5. “It’s hostile in that you’re trying to make somebody see something the way you see it, trying to impose your idea, your picture. It’s hostile to try to wrench around someone else’s mind that way. Quite often you want to tell somebody your dream, your nightmare. Well, nobody wants to hear about someone else’s dream, good or bad; nobody wants to walk around with it. The writer is always tricking the reader into listening to the dream.”
6. “Let me tell you one thing about why writers write: had I known the answer to any of these questions I would never have needed to write a novel.”
7. “All I know about grammar is its infinite power. To shift the structure of a sentence alters the meaning of that sentence, as definitely and inflexibly as the position of a camera alters the meaning of the object photographed.”
8. 8. “As a writer, even as a child, long before what I wrote began to be published, I developed a sense that meaning itself was resident in the rhythms of words and sentences and paragraphs… The way I write is who I am, or have become…”
9. “We tell ourselves stories in order to live.”
10. “What’s so hard about that first sentence is that you’re stuck with it. Everything else is going to flow out of that sentence. And by the time you’ve laid down the first two sentences, your options are all gone.”
11. “I think of writing anything at all as a kind of high-wire act. The minute you start putting words on paper you’re eliminating possibilities.”
Turner
He is a poet. Turner can teach you how to observe from the outside and describe the details from the inside. He uses strong images and strong metaphors to explain the world.

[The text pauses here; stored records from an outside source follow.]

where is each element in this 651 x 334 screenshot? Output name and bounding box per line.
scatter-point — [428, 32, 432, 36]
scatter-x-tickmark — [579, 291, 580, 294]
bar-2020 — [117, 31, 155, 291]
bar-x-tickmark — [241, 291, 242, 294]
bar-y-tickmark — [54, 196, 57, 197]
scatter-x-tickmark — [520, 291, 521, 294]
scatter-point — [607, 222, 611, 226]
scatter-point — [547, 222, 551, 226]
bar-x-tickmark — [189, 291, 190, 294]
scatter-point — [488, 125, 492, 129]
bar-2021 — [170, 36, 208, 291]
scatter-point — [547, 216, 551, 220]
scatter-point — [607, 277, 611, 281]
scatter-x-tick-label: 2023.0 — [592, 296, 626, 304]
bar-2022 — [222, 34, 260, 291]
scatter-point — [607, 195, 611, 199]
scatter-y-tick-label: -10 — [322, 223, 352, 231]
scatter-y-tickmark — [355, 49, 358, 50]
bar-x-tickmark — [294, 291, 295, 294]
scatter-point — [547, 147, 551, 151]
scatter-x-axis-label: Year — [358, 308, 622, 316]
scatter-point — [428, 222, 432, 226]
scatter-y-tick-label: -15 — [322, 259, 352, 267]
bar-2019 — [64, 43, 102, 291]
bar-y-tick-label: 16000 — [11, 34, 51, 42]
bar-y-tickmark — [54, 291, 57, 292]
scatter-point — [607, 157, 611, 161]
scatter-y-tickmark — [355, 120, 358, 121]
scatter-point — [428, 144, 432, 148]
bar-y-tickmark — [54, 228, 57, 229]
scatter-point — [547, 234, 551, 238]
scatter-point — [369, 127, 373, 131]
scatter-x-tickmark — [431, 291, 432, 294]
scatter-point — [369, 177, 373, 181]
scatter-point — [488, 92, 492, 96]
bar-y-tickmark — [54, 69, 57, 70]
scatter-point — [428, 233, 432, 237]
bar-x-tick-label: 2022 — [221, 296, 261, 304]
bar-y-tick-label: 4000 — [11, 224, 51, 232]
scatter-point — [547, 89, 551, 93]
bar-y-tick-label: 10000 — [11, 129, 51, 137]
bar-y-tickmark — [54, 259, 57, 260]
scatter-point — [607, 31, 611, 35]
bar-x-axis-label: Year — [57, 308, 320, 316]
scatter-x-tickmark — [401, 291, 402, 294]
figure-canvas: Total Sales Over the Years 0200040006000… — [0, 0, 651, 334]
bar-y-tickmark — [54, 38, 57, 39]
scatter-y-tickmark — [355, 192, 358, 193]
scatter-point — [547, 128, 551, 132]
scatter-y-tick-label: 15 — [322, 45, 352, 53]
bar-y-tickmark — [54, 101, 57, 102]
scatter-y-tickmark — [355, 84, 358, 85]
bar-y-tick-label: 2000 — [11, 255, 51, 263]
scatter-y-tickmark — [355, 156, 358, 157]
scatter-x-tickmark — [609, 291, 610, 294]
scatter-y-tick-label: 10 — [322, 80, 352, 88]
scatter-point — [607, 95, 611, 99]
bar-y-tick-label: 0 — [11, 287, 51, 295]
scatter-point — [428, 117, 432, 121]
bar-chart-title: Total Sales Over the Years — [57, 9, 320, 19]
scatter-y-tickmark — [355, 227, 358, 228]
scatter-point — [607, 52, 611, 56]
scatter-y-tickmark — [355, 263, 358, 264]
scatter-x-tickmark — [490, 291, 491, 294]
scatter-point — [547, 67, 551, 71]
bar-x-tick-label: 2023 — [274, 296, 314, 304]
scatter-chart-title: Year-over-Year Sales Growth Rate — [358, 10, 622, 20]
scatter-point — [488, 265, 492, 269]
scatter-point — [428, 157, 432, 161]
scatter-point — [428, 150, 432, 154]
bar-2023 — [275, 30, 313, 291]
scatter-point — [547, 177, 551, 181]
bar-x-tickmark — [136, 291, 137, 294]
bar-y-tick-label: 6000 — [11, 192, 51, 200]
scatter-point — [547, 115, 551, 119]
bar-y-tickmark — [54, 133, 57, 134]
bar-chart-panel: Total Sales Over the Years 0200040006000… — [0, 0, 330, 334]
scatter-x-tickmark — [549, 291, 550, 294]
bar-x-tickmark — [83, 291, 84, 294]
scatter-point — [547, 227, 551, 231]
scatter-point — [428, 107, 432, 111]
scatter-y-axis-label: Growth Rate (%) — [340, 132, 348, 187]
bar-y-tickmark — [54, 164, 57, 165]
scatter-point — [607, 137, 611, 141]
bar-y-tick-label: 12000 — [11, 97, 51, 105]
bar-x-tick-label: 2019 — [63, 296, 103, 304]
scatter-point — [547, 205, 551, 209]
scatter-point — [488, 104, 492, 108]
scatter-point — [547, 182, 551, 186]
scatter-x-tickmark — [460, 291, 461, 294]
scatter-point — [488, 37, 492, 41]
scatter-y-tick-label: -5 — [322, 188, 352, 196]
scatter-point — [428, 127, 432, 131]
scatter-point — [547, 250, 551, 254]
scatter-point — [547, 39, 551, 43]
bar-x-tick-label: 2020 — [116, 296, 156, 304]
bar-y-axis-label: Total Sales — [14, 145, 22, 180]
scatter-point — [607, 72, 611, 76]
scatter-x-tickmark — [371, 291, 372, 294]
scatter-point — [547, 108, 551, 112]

In this book, Hamid can teach you how to place the setting and how to position the gender of the narrator; how to use archetypes to exchange with the story, and how to set the tone of a story.
See more about his writing style and thoughtshere.
O’Connor
If you want to write a confusing and complex story that confuses the hell out of your reader, then read this book to learn how twisted your readers can get over what you write. Also, if you want to learn how to write a story set in the 1950s, this is a great book to learn the diction of the time. She uses repetitive images throughout to carry the theme of the book as well.
If you want to learn how to write Cyberpunk, here you go. Gibson is kind of the forefather to this genre even though he refuses the title. The great thing about Cyberpunk is it can teach a writer how to create complex descriptions about a single thing using several figurative language techniques. These quotes are both from his book:
“His eyes were eggs of unstable crystal, vibrating with a frequency whose name was rain and the sound of trains, suddenly sprouting a humming forest of hair-fine glass spines.”
“A year here and he still dreamed of cyberspace, hope fading nightly. All the speed he took, all the turns he’d taken and the corners he cut in Night City, and he’d still see the matrix in his dreams, bright lattices of logic unfolding across that colourless void… The Sprawl was a long, strange way home now over the Pacific, and he was no Console Man, no cyberspace cowboy. Just another hustler, trying to make it through. But the dreams came on in the Japanese night like livewire voodoo, and he’d cry for it, cry in his sleep, and wake alone in the dark, curled in his capsule in some coffin hotel, hands clawed into the bedslab, temper foam bunched between his fingers, trying to reach the console that wasn’t there.”
What’s makes his writing so unique is the eloquence of his syntax and his rhetorical attack of any topic. Baldwin really lets readers view the world the way he views the world. His sentences may be short, but they are packed with dynamite syntax. He likes to write a sentence that has heart–making the reader feel. Despite this, his style was criticized for being over-bearing, too moral, and too direct with any moral statements. Most of the topics he writes about are morally complex, so if you want a character who can be complex with morals, learn from the nonfiction of Baldwin.
His history and upbringing also make him an interesting writer. Check out his interview with The Paris Review here.